Venus
- Object belonging
- One's own
- Category
- Bronze sculpture
- City
- Rome
- Location
- Museo Nazionale del Palazzo di Venezia
- Specific location
- Room 17
- Inventory
- PV 10783
- Material and technique
- Bronze, brown patina, traces of black varnish
- Author
- Southern German School or Venice
- Dating
- c. 1550-1600
- Dimensions
- 16.7 x 4 x 3.5 cm.
- Origin
- Auriti Collection (1963)
- Image copyright
- SSPSAE e per il Polo Museale della città di Roma
Short description
Planiscig attributed this Venus, from the Auriti Collection, to Alessandro Vittoria, comparing it to the so-called Black Venus in the Metropolitan Museum in New York, a controversial work that Planiscig also believed to be sculpted by Vittoria himself.

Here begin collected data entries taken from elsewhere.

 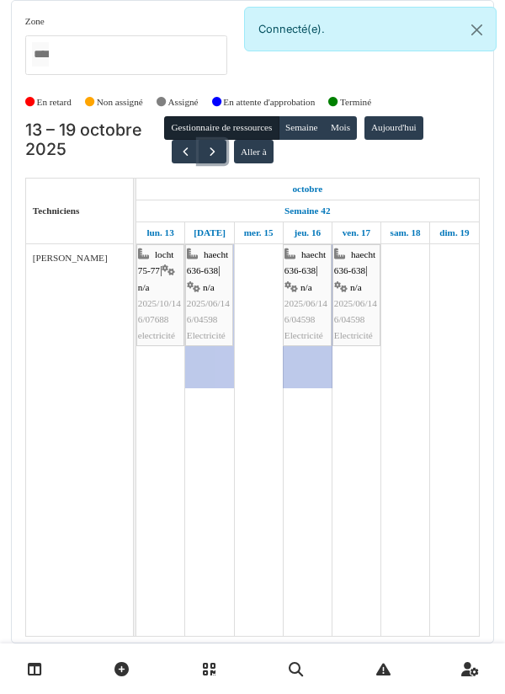 What do you see at coordinates (357, 232) in the screenshot?
I see `a: 17 octobre 2025` at bounding box center [357, 232].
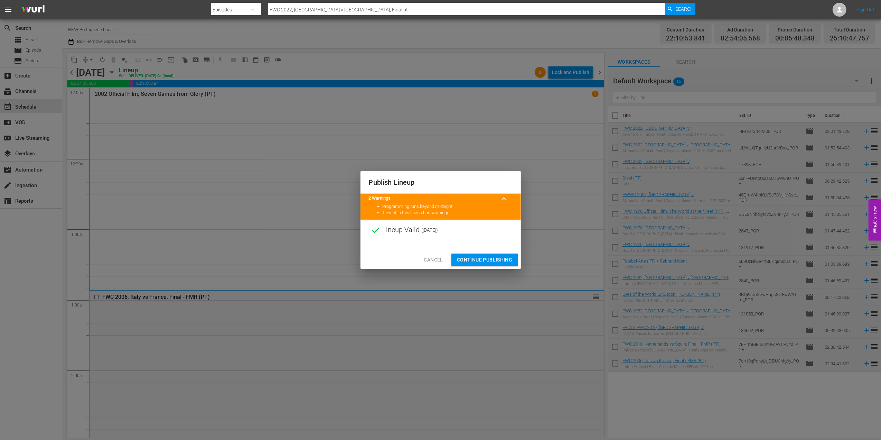 The image size is (881, 440). I want to click on li: Programming runs beyond midnight, so click(447, 206).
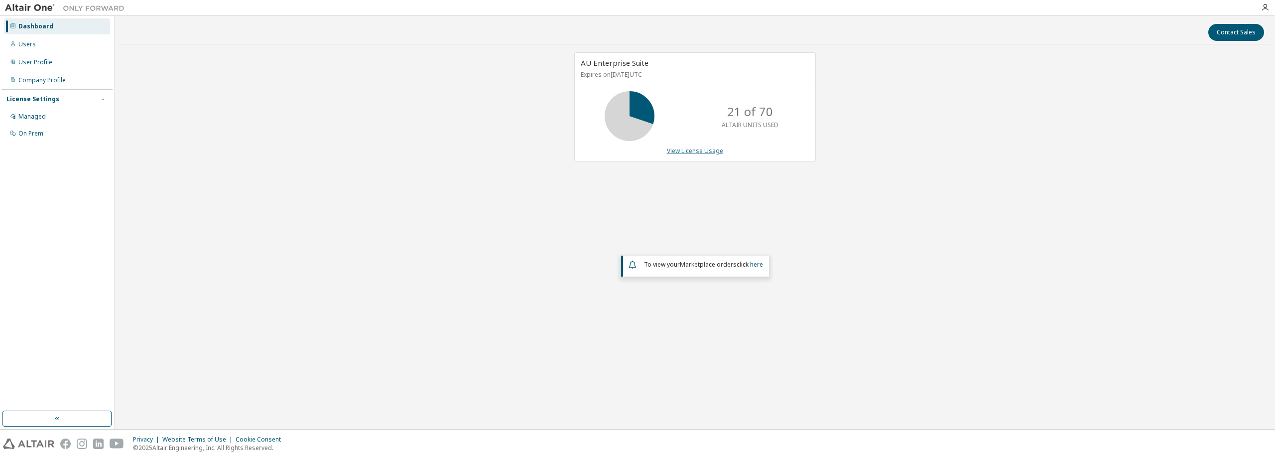 The width and height of the screenshot is (1275, 458). I want to click on div: Company Profile, so click(42, 80).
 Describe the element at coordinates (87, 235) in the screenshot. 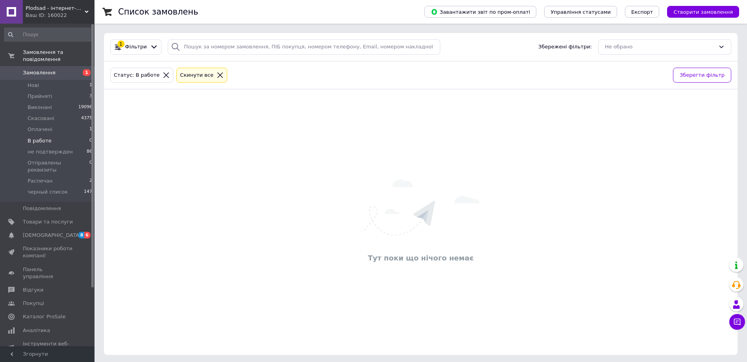

I see `span: 6` at that location.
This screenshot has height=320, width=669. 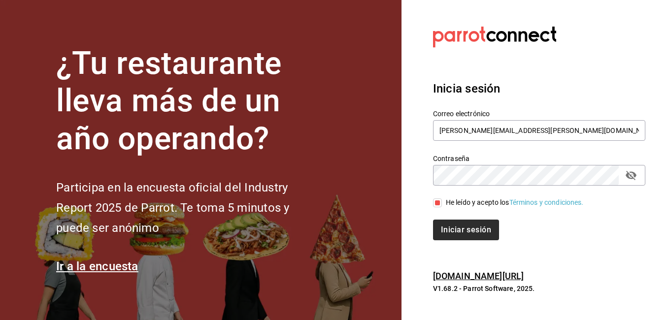 What do you see at coordinates (515, 202) in the screenshot?
I see `div: He leído y acepto los` at bounding box center [515, 202].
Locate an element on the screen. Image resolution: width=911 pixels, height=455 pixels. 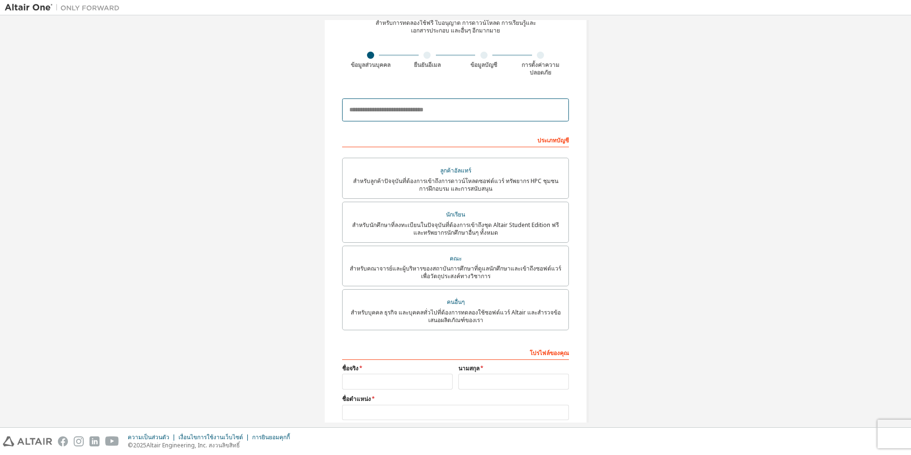
font: โปรไฟล์ของคุณ is located at coordinates (549, 353).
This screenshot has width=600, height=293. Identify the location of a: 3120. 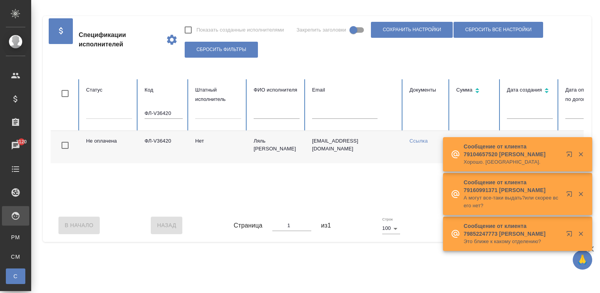
(16, 146).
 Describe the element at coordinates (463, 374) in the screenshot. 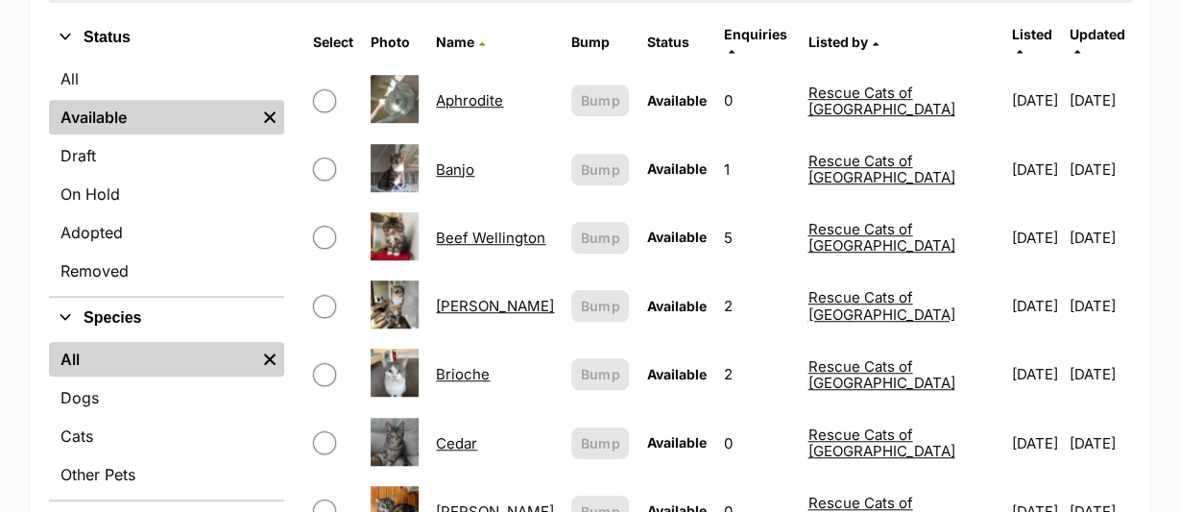

I see `a: Brioche` at that location.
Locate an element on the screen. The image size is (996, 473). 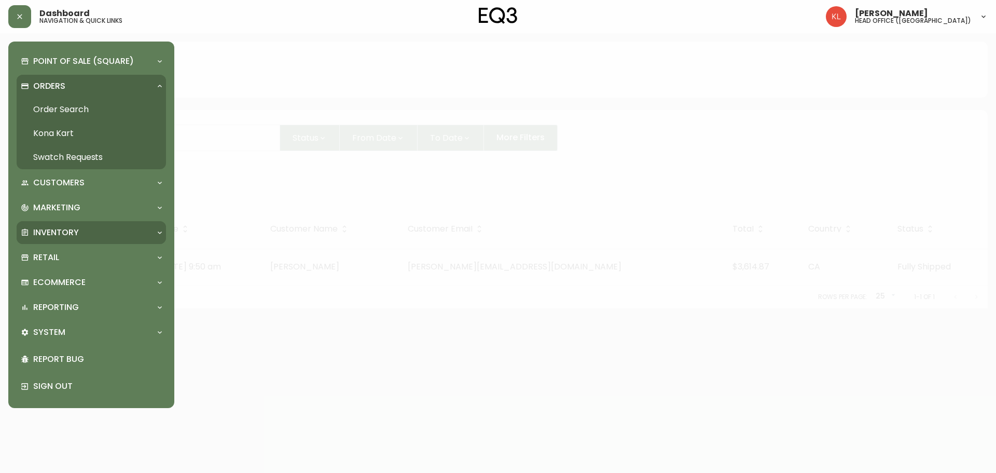
div: Sign Out is located at coordinates (91, 386).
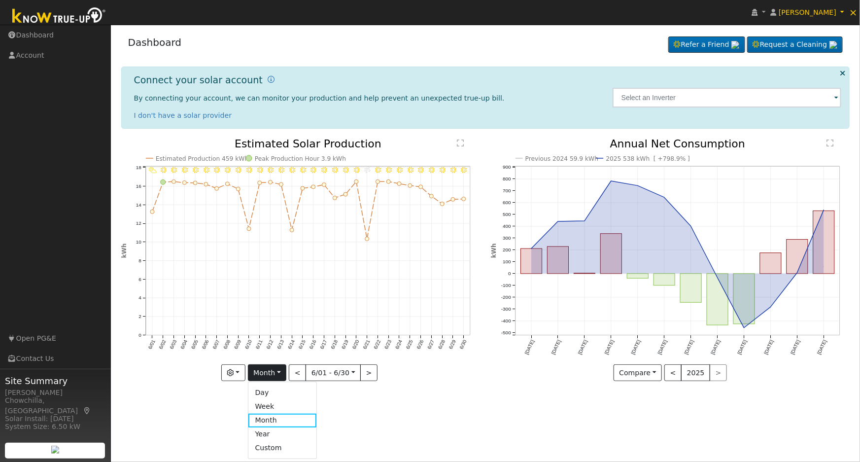  What do you see at coordinates (291, 345) in the screenshot?
I see `text: 6/14` at bounding box center [291, 345].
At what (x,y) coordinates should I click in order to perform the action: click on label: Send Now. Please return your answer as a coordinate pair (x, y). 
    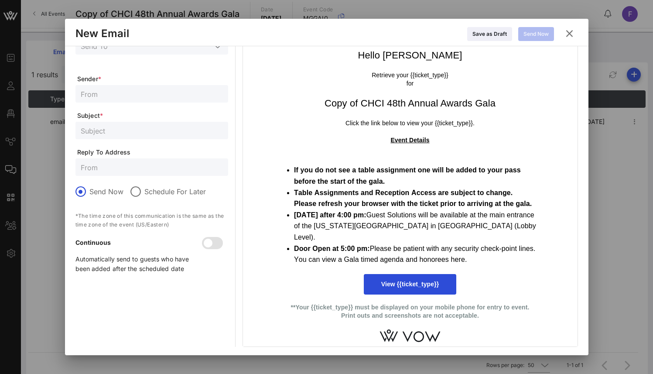
    Looking at the image, I should click on (106, 191).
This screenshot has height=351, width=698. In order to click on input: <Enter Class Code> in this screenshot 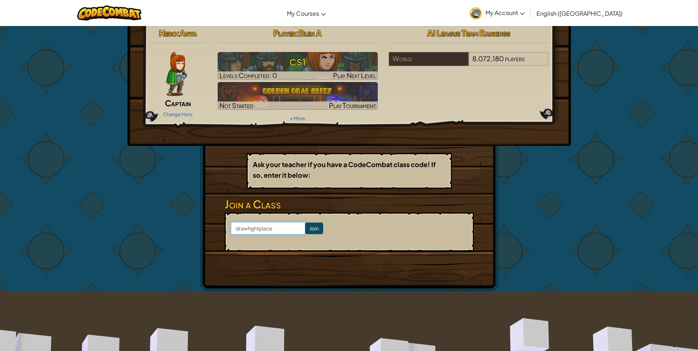, I will do `click(268, 228)`.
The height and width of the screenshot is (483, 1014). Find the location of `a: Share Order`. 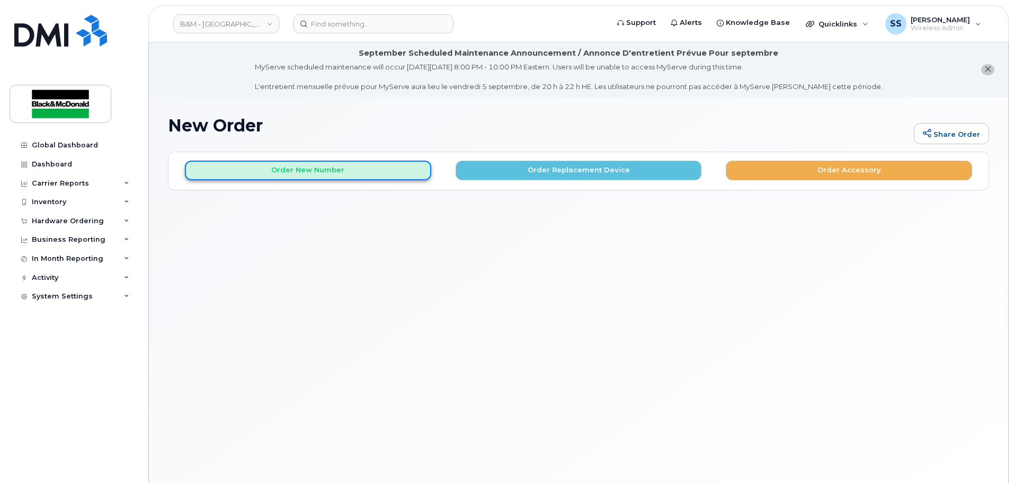

a: Share Order is located at coordinates (951, 133).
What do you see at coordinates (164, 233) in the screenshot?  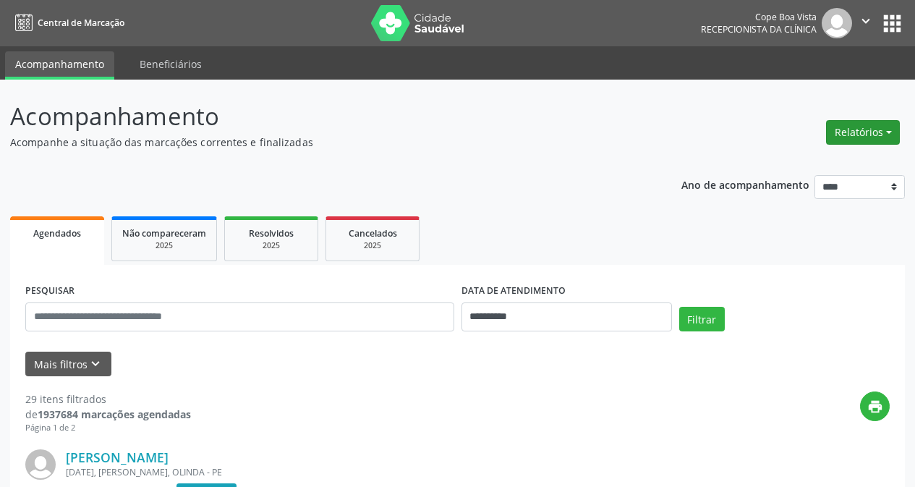 I see `span: Não compareceram` at bounding box center [164, 233].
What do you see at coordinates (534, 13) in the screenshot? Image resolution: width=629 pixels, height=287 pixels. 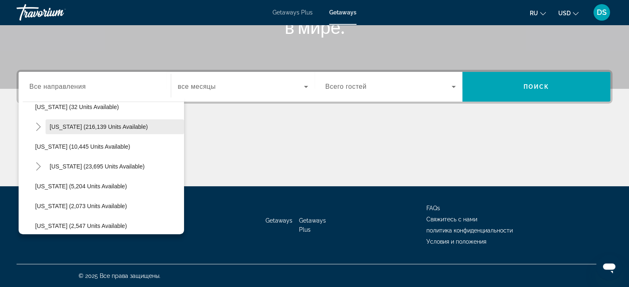 I see `span: ru` at bounding box center [534, 13].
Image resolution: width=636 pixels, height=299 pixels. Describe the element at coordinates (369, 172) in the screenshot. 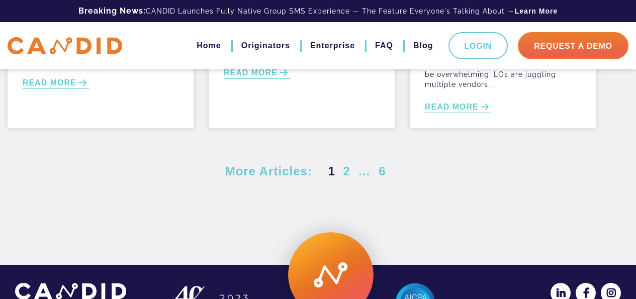

I see `nav: Posts pagination` at that location.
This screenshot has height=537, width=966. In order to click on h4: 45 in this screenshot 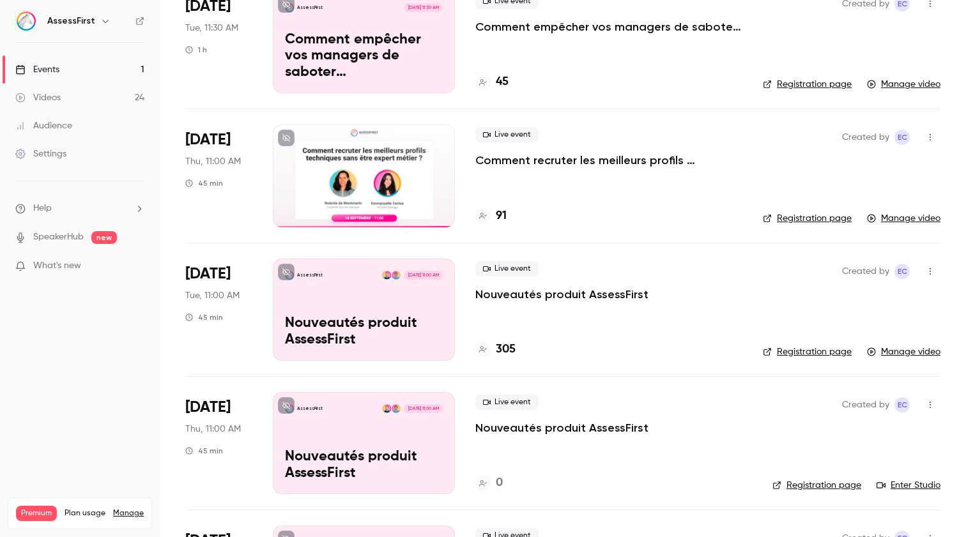, I will do `click(502, 82)`.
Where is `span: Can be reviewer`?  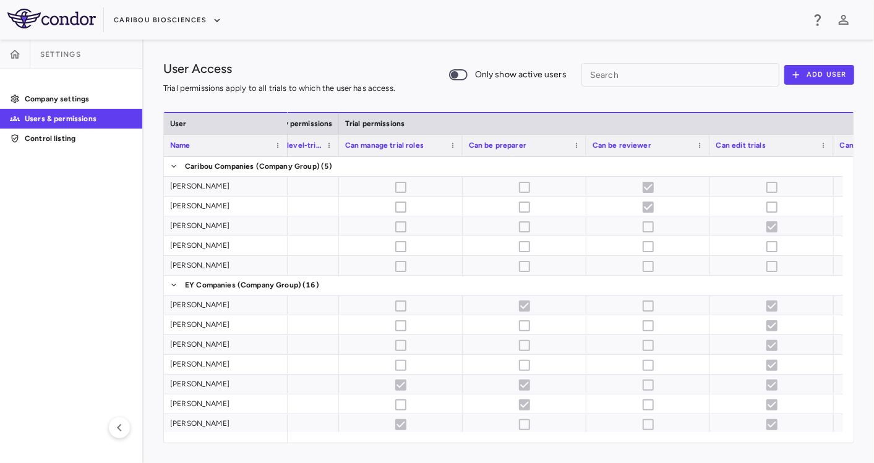
span: Can be reviewer is located at coordinates (621, 145).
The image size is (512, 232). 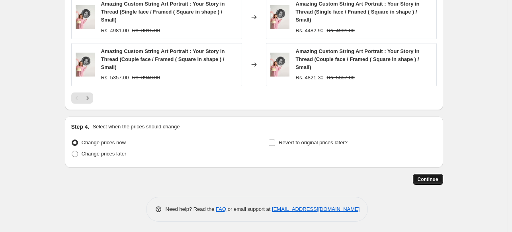 What do you see at coordinates (341, 31) in the screenshot?
I see `strike: Rs. 4981.00` at bounding box center [341, 31].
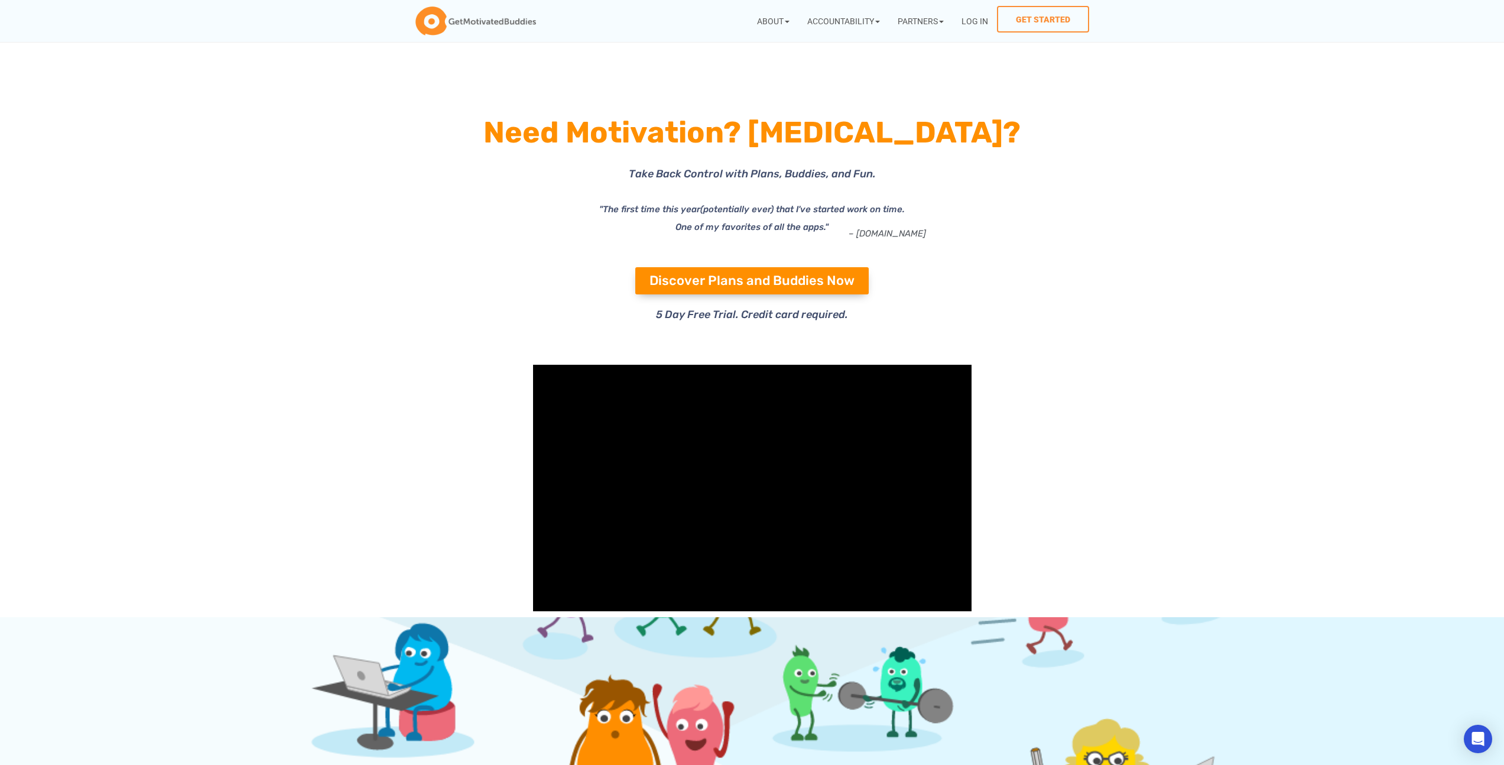 The image size is (1504, 765). I want to click on i: "The first time this year, so click(649, 209).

Santangelo too believed it to be by Alessandro Vittoria, noting similarities with the Diana in the Kunstgewerbemuseum in Berlin, which is signed by Vittoria. He believed the other examples in the Landesmuseum in Karlsruhe, in the Musée d'Art et d'Histoire in Geneva, and the Bayerisches Nationalmuseum in Munich to be inferior replicas of this Venus. A version that was formerly part of the Paul Hatvany Collection appeared on the London market and was attributed to a Venetian or southern German artist of the 17th century. But the harsh manner in which the body is made does not suggest it is Venetian, nor by Vittoria, who is often wrongly cited as the author of the work. The modelling of the pelvis is lacking in shape; its somewhat lengthened and swollen form echoes works from Southern Germany, just as the gesture and the posture of the figure seem to be derived from German Renaissance drawings.
Pietro Cannata
Bibliography
L. Planiscig, La Collezione Giacinto Auriti, Vienna 1931, no. 14; A. Santangelo, Museo di Palazzo Venezia. La Collezione Auriti, Rome 1964, p. 18.